> _WHAT YOU NEED TO DO_: Extract every line below, verbatim.

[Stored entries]
....

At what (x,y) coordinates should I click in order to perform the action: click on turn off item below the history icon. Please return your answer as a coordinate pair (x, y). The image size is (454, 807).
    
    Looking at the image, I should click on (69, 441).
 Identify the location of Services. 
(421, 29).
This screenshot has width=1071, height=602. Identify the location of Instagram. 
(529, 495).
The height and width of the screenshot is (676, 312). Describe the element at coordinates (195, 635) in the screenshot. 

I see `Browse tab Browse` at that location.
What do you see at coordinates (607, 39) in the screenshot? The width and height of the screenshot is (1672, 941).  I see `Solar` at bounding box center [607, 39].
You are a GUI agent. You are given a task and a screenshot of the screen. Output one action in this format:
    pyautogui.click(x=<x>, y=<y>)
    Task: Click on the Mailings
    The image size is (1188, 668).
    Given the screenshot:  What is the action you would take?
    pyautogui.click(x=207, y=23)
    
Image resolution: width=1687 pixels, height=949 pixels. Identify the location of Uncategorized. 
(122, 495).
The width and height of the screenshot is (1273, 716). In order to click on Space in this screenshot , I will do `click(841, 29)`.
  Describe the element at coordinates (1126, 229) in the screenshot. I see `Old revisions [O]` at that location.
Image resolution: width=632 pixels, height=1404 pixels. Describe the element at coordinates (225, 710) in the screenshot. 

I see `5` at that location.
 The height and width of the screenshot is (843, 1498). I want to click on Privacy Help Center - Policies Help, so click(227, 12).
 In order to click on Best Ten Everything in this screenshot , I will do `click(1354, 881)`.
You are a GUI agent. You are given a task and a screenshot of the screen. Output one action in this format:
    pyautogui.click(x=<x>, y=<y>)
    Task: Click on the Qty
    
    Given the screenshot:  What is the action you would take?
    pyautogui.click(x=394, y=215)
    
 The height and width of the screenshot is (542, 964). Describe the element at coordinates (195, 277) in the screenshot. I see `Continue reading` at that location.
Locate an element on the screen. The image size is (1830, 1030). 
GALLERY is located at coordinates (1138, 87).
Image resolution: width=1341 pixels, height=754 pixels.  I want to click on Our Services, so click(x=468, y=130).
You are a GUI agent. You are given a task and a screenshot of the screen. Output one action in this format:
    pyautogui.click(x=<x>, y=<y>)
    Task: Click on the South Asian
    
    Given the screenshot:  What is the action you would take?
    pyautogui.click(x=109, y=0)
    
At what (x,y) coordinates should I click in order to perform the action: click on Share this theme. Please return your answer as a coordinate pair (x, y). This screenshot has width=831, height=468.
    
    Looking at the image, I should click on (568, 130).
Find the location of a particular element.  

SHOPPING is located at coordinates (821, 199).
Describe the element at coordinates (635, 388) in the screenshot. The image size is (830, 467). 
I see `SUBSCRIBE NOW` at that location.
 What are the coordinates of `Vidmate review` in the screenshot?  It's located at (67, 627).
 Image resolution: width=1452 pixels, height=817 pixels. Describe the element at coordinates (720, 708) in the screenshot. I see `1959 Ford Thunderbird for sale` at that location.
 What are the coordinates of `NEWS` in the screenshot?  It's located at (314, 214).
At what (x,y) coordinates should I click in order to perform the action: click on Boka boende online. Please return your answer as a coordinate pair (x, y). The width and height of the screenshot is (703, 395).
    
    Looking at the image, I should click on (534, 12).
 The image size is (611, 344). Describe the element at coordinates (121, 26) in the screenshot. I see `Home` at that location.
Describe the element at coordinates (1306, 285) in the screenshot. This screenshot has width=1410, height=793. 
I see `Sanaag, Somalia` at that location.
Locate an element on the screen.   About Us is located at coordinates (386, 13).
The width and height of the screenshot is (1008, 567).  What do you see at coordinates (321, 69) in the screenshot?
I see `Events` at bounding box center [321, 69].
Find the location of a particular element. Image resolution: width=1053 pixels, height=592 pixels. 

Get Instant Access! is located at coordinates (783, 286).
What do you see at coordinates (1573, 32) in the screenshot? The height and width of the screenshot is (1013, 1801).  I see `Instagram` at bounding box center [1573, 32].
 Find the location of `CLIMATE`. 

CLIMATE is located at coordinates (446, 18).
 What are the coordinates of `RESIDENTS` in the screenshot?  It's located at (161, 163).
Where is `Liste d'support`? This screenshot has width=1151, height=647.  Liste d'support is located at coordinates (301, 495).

....

> _TASK SOLUTION_:
At what (x,y) coordinates should I click in order to perform the action: click on turn off item below the history icon. Please return your answer as a coordinate pair (x, y). The image size is (454, 807).
    
    Looking at the image, I should click on (69, 441).
 Identify the location of Services. 
(421, 29).
This screenshot has width=1071, height=602. Identify the location of Instagram. 
(529, 495).
The height and width of the screenshot is (676, 312). Describe the element at coordinates (195, 635) in the screenshot. 

I see `Browse tab Browse` at that location.
What do you see at coordinates (607, 39) in the screenshot? The width and height of the screenshot is (1672, 941).  I see `Solar` at bounding box center [607, 39].
You are a GUI agent. You are given a task and a screenshot of the screen. Output one action in this format:
    pyautogui.click(x=<x>, y=<y>)
    Task: Click on the Mailings
    The image size is (1188, 668).
    Given the screenshot:  What is the action you would take?
    pyautogui.click(x=207, y=23)
    
Image resolution: width=1687 pixels, height=949 pixels. Identify the location of Uncategorized. 
(122, 495).
The width and height of the screenshot is (1273, 716). In order to click on Space in this screenshot , I will do `click(841, 29)`.
  Describe the element at coordinates (1126, 229) in the screenshot. I see `Old revisions [O]` at that location.
Image resolution: width=632 pixels, height=1404 pixels. Describe the element at coordinates (225, 710) in the screenshot. 

I see `5` at that location.
 The height and width of the screenshot is (843, 1498). I want to click on Privacy Help Center - Policies Help, so click(227, 12).
 In order to click on Best Ten Everything in this screenshot , I will do `click(1354, 881)`.
You are a GUI agent. You are given a task and a screenshot of the screen. Output one action in this format:
    pyautogui.click(x=<x>, y=<y>)
    Task: Click on the Qty
    
    Given the screenshot:  What is the action you would take?
    pyautogui.click(x=394, y=215)
    
 The height and width of the screenshot is (542, 964). Describe the element at coordinates (195, 277) in the screenshot. I see `Continue reading` at that location.
Locate an element on the screen. The image size is (1830, 1030). 
GALLERY is located at coordinates (1138, 87).
Image resolution: width=1341 pixels, height=754 pixels.  I want to click on Our Services, so click(x=468, y=130).
You are a GUI agent. You are given a task and a screenshot of the screen. Output one action in this format:
    pyautogui.click(x=<x>, y=<y>)
    Task: Click on the South Asian
    
    Given the screenshot:  What is the action you would take?
    pyautogui.click(x=109, y=0)
    
At what (x,y) coordinates should I click in order to perform the action: click on Share this theme. Please return your answer as a coordinate pair (x, y). This screenshot has width=831, height=468.
    
    Looking at the image, I should click on (568, 130).
Find the location of a particular element.  

SHOPPING is located at coordinates (821, 199).
Describe the element at coordinates (635, 388) in the screenshot. The image size is (830, 467). 
I see `SUBSCRIBE NOW` at that location.
 What are the coordinates of `Vidmate review` in the screenshot?  It's located at (67, 627).
 Image resolution: width=1452 pixels, height=817 pixels. Describe the element at coordinates (720, 708) in the screenshot. I see `1959 Ford Thunderbird for sale` at that location.
 What are the coordinates of `NEWS` in the screenshot?  It's located at (314, 214).
At what (x,y) coordinates should I click in order to perform the action: click on Boka boende online. Please return your answer as a coordinate pair (x, y). The width and height of the screenshot is (703, 395).
    
    Looking at the image, I should click on (534, 12).
 The image size is (611, 344). Describe the element at coordinates (121, 26) in the screenshot. I see `Home` at that location.
Describe the element at coordinates (1306, 285) in the screenshot. This screenshot has width=1410, height=793. 
I see `Sanaag, Somalia` at that location.
Locate an element on the screen.   About Us is located at coordinates (386, 13).
The width and height of the screenshot is (1008, 567).  What do you see at coordinates (321, 69) in the screenshot?
I see `Events` at bounding box center [321, 69].
Find the location of a particular element. Image resolution: width=1053 pixels, height=592 pixels. 

Get Instant Access! is located at coordinates (783, 286).
What do you see at coordinates (1573, 32) in the screenshot? The height and width of the screenshot is (1013, 1801).  I see `Instagram` at bounding box center [1573, 32].
 Find the location of `CLIMATE`. 

CLIMATE is located at coordinates (446, 18).
 What are the coordinates of `RESIDENTS` in the screenshot?  It's located at (161, 163).
Where is `Liste d'support`? This screenshot has width=1151, height=647.  Liste d'support is located at coordinates (301, 495).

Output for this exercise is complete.